A Time to Kill - John Grisham / The Marshall Mathers LP2 - Eminem
MONTREAL -- Dustin Tokarski said it calmly, as though he'd said it a thousand times before.
There was no quivering in his voice, no sense of regret.
It was just a matter-of-fact statement that perfectly sums up the situation in which the Montreal Canadiens and Tokarski, their new No. 1 goaltender, find themselves, down 2-0 in the Eastern Conference Final against the New York Rangers.
"He's a superstar at the other end and he played like it tonight," Tokarski said after losing 3-1 in his debut in the Stanley Cup Playoffs on Monday. "That was probably the difference."
That superstar is Rangers goalie Henrik Lundqvist, and Tokarski was forced to watch as one of the world's finest put on a clinic at the other end of the ice before he so much as had a shot attempted toward him.
Lundqvist stopped Rene Bourque on three straight shots from in tight less than a minute after the opening faceoff. He had to handle a Canadiens team energized by the desperation of needing to tie this series with its own world-class goalie, Carey Price, out for the series with an injured leg.
Meanwhile, Tokarski waited for that first shot, alone with his thoughts as his teammates did everything in their power to give the rookie goalie an early lead.
Lundqvist was making that difficult with five saves in the first three minutes of the game. He was being a superstar.
Eventually, at some point, Tokarski knew it would be his turn.
When it finally came, when Martin St. Louis found himself all alone in front of the net at 4:22 of the first period, Tokarski was a superstar for a brief moment in time.
The 21,273 fans in Bell Centre were waiting for that save all day, ever since Canadiens coach Michel Therrien announced following the morning skate that Price would be lost for the series. The cheer Tokarski got for making that one save was a rousing ovation of relief, one that said maybe this kid with no experience and the winning pedigree can do this after all.
The fans in this city have seen goalies come out of nowhere to do great things in the playoffs before, and there may have been a sense that Tokarski could be the latest in a long line of spring breakouts.
When the Canadiens took the lead at 6:14 on what was essentially a lucky bounce, with Lundqvist attempting to whack the puck out of harm's way and instead knocking it off Max Pacioretty and into his net, that relief turned into euphoria.
It lasted 17 seconds.
The very next shot Tokarski saw wound up behind him on an equally lucky bounce when defenseman Ryan McDonagh's shot from the point deflected off Canadiens defenseman Josh Gorges, off the goal post to Tokarski's right and into the net.
That euphoria turned back to nervous energy in the building, and Tokarski had to do everything in his power not to allow the next goal.
Except Tokarski is not Lundqvist.
As the perennial all-star on the Rangers' side of the ice turned aside scoring chance after scoring chance, with Montreal outshooting New York 13-5 through 14 minutes of the first, Tokarski knew he couldn't flinch.
Then he did.
With a little more than a minute left in the first period, Rangers forward Chris Kreider, Public Enemy No. 1 in Montreal after he crashed into Price and knocked him out of the series, sent a cross-ice pass to Rick Nash.
Nash didn't get everything on his one-timer, but he didn't have to rip it. Shooters in the American Hockey League don't get shots off as quickly as Nash did, and Tokarski didn't get across his crease in time to make the save.
"I thought I played well, but I came up short with a few big saves," Tokarski said. "[Lundqvist] made a few more big saves, game-changers, than I did. That was the difference tonight."
That risks being the difference in this series, because there is no way Therrien can go back on his decision now.
He said he chose Tokarski to start Game 2 because he's a winner, a reputation earned by winning the Memorial Cup in 2008, the IIHF World Junior Championship in 2009 and the Calder Cup in 2012. The inference that can be drawn is that in Therrien's mind, regular backup goalie Peter Budaj is not.
It was a difficult, gutsy decision for Therrien to make. But he's made it, and now he has to ride it through this best-of-7 series.
The way Tokarski reacted to the loss in the Canadiens dressing room suggested he was comfortable with the stage. He called the nerves he felt before the game "good nerves" and the pressure he feels from the fan base to be "good pressure" -- things you would want to hear out of a rookie goalie.
But now he has two days to think about Game 3 on Thursday at Madison Square Garden (8 p.m. ET; NBCSN, CBC, RDS), much like he had all that time to think at the beginning of Game 2 while the Canadiens dominated play at the Rangers' end of the ice.
This is a whole new challenge, the biggest of his young career.
"In this building and in the shadows and having everyone talk about the loss of Carey, and I'm sure everyone's talking about how he has to be the savior and fill his boots and this that and the next, and it's a lot," Gorges said. "It's a lot to take in for a young guy. But if there's anyone who could do it, it's him."
The way Tokarski was able to calmly recognize the difference in the game Monday night suggests that might be true. Whether he will ever be able to come close to matching Lundqvist in this series is another matter altogether.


(EXERCISE BRIEF): No pictures belong in the answer. Repeat all the entries exactly.

Top of THE RECORDS

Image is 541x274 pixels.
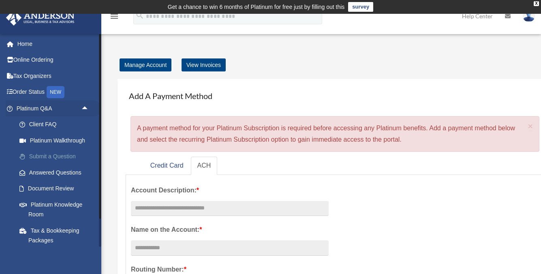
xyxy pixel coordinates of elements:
a: Order StatusNEW [6,84,101,101]
div: NEW [47,86,64,98]
div: Get a chance to win 6 months of Platinum for free just by filling out this [168,2,345,12]
img: Anderson Advisors Platinum Portal [4,10,77,26]
a: Platinum Knowledge Room [11,196,101,222]
i: search [135,11,144,20]
a: Home [6,36,101,52]
a: ACH [191,157,218,175]
span: arrow_drop_up [81,100,97,117]
a: menu [109,14,119,21]
a: Tax & Bookkeeping Packages [11,222,101,248]
a: Manage Account [120,58,172,71]
label: Account Description: [131,185,329,196]
a: Client FAQ [11,116,101,133]
a: Platinum Walkthrough [11,132,101,148]
button: Close [528,122,534,130]
a: Document Review [11,180,101,197]
img: User Pic [523,10,535,22]
a: Online Ordering [6,52,101,68]
a: View Invoices [182,58,226,71]
i: menu [109,11,119,21]
a: Submit a Question [11,148,101,165]
a: Tax Organizers [6,68,101,84]
a: Credit Card [144,157,190,175]
a: Platinum Q&Aarrow_drop_up [6,100,101,116]
div: A payment method for your Platinum Subscription is required before accessing any Platinum benefit... [131,116,540,152]
label: Name on the Account: [131,224,329,235]
div: close [534,1,539,6]
a: survey [348,2,373,12]
a: Answered Questions [11,164,101,180]
span: × [528,121,534,131]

Bottom of THE RECORDS

(FINISHED TASK):
Image is 541x274 pixels.
xyxy pixel coordinates of elements:
a: Order StatusNEW [6,84,101,101]
div: NEW [47,86,64,98]
div: Get a chance to win 6 months of Platinum for free just by filling out this [168,2,345,12]
img: Anderson Advisors Platinum Portal [4,10,77,26]
a: Platinum Knowledge Room [11,196,101,222]
i: search [135,11,144,20]
a: Home [6,36,101,52]
a: ACH [191,157,218,175]
span: arrow_drop_up [81,100,97,117]
a: menu [109,14,119,21]
a: Tax & Bookkeeping Packages [11,222,101,248]
a: Manage Account [120,58,172,71]
label: Account Description: [131,185,329,196]
a: Client FAQ [11,116,101,133]
a: Platinum Walkthrough [11,132,101,148]
button: Close [528,122,534,130]
a: Document Review [11,180,101,197]
img: User Pic [523,10,535,22]
a: Online Ordering [6,52,101,68]
a: View Invoices [182,58,226,71]
i: menu [109,11,119,21]
a: Submit a Question [11,148,101,165]
a: Tax Organizers [6,68,101,84]
a: Credit Card [144,157,190,175]
a: Platinum Q&Aarrow_drop_up [6,100,101,116]
div: A payment method for your Platinum Subscription is required before accessing any Platinum benefit... [131,116,540,152]
label: Name on the Account: [131,224,329,235]
div: close [534,1,539,6]
a: survey [348,2,373,12]
a: Answered Questions [11,164,101,180]
span: × [528,121,534,131]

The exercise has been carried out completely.